Unstable by Design
Some systems are inherently unstable. That’s sometimes a valid choice — but it demands proportionally faster control.
Engineers talk about unstable systems — ones where small errors don’t self-correct but compound. A ball balanced on a hill, not settled in a valley. Left alone, things get worse.
The Sopwith Camel was deliberately designed this way. Its instability made it exceptionally manoeuvrable in dogfights. But it also meant constant correction was required just to fly straight. More Camel pilots died in training accidents than in combat. The aircraft’s instability exceeded what many pilots could handle.
The lesson generalises: you can choose instability for its advantages, but your ability to respond must be faster than your system’s tendency to diverge.
The matching problem
Every unstable system has a characteristic speed — how fast errors compound. Your response loop (sense → decide → act) must operate faster than that speed. If it doesn’t, you’re not controlling the system. You’re watching it oscillate.
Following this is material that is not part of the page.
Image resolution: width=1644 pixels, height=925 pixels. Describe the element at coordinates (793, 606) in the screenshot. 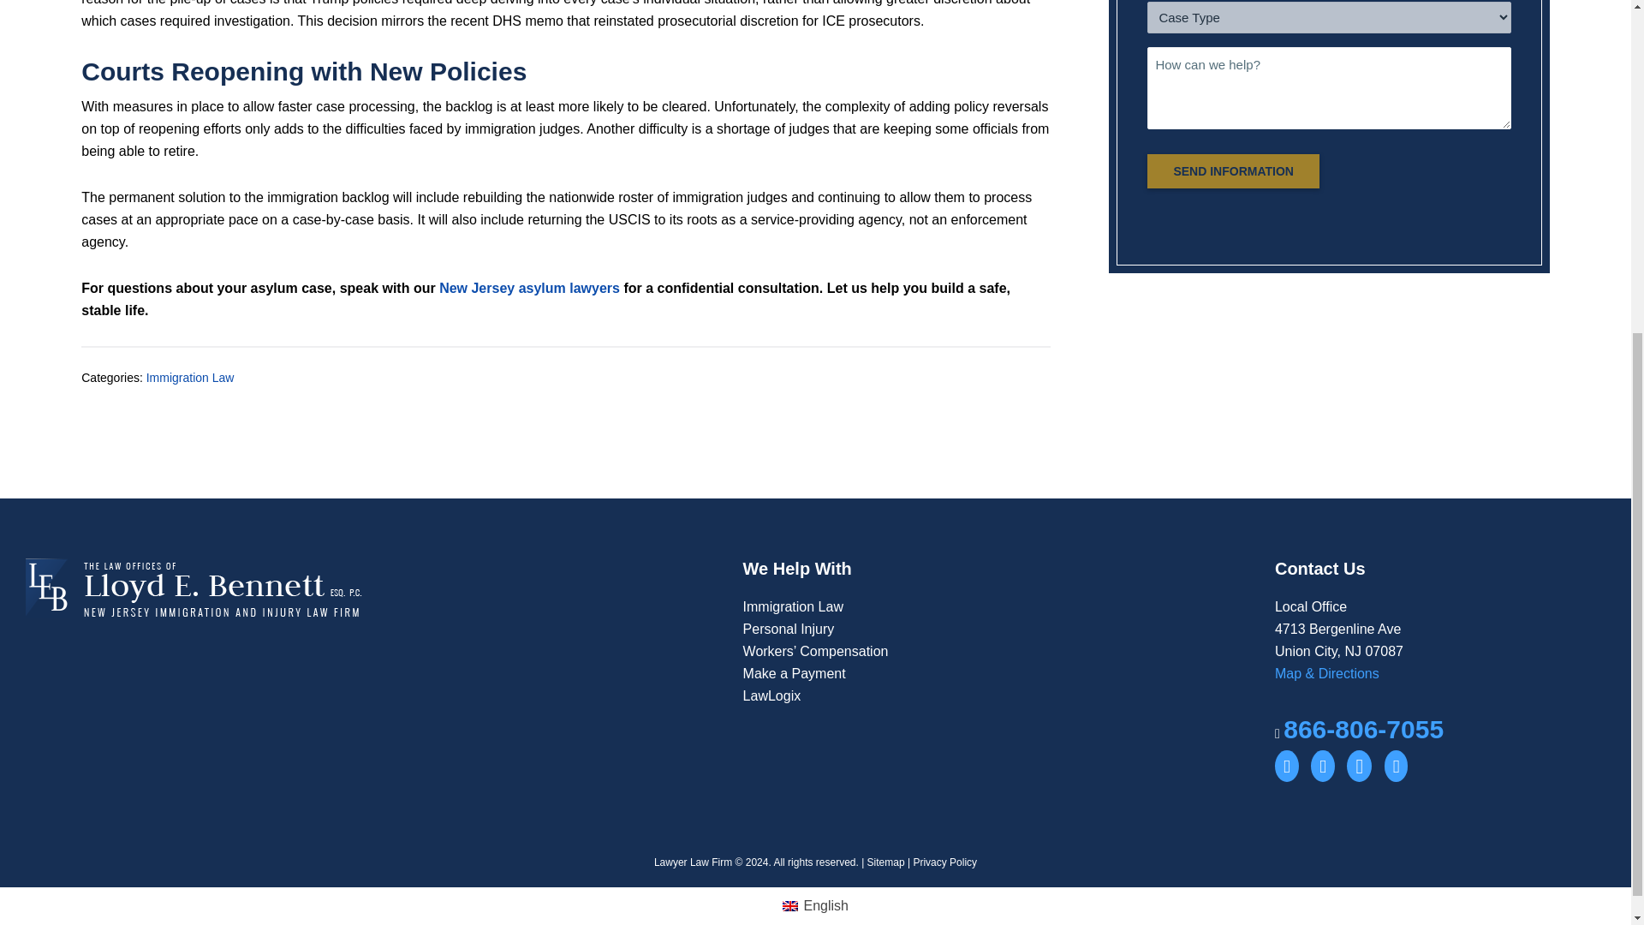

This creates a hard constraint: the more unstable your system, the faster your feedback loop must be.
Business instability
Some business models have this same unstable quality:
High leverage. Debt amplifies returns in both directions. Small revenue drops become existential. Miss a payment, creditworthiness drops, financing costs rise, cash tightens further. The loop compounds.
Aggressive growth targets. Growth begets growth expectations. Miss a quarter, stock drops, talent leaves, growth slows further. The system amplifies deviation from plan.
Operational complexity at scale. Interconnected systems where failures cascade. One supplier problem becomes a production problem becomes a customer problem becomes a reputation problem.
Network effect businesses before critical mass. Below the threshold, every churned user makes the product less valuable, which causes more churn. Above the threshold, the loop reverses. But getting there means riding an unstable system.
None of these are inherently wrong choices. But each demands faster response than a stable alternative would.
What faster response looks like
Faster sensing. You can’t respond to what you don’t see. Weekly financials won’t catch a cash crisis that compounds daily. Real-time visibility matters more when the system is unstable.
Faster decision authority. If every response requires escalation through three levels of approval, your effective response speed is limited by your slowest decision-maker. Unstable systems need pre-authorised responses and distributed decision rights.
Faster action. Knowing what to do is worthless if you can’t execute in time. The gap between decision and implementation is part of your loop.
Shorter delays. Every delay — reporting lag, meeting cadence, approval cycles — adds up. An organisation with monthly reviews cannot manage a system that diverges weekly.
The trade-off
Here’s the harder truth: you can’t optimise everywhere.
The resources you spend on fast response are resources you’re not spending elsewhere. An organisation structured for rapid crisis response may be worse at long-term planning. A team that can pivot instantly may lack the stability to execute sustained initiatives.
This isn’t a failure of management. It’s a fundamental trade-off. Choosing instability means accepting worse performance in some dimensions to gain advantages in others.
The real question
Before you design an unstable system — or inherit one — ask: do we have the response capability to match?
If your strategy requires aggressive growth, do you have the information systems, decision rights, and execution speed to correct faster than errors compound?
If you’re adding leverage, do you have the cash visibility and covenant headroom to respond before the feedback loop takes over?
If your operations are tightly coupled, do you have the monitoring and response capabilities to catch cascades early?
The Sopwith Camel wasn’t a bad aircraft. It was a lethal one in the hands of pilots who could match its demands. The ones who couldn’t didn’t survive training.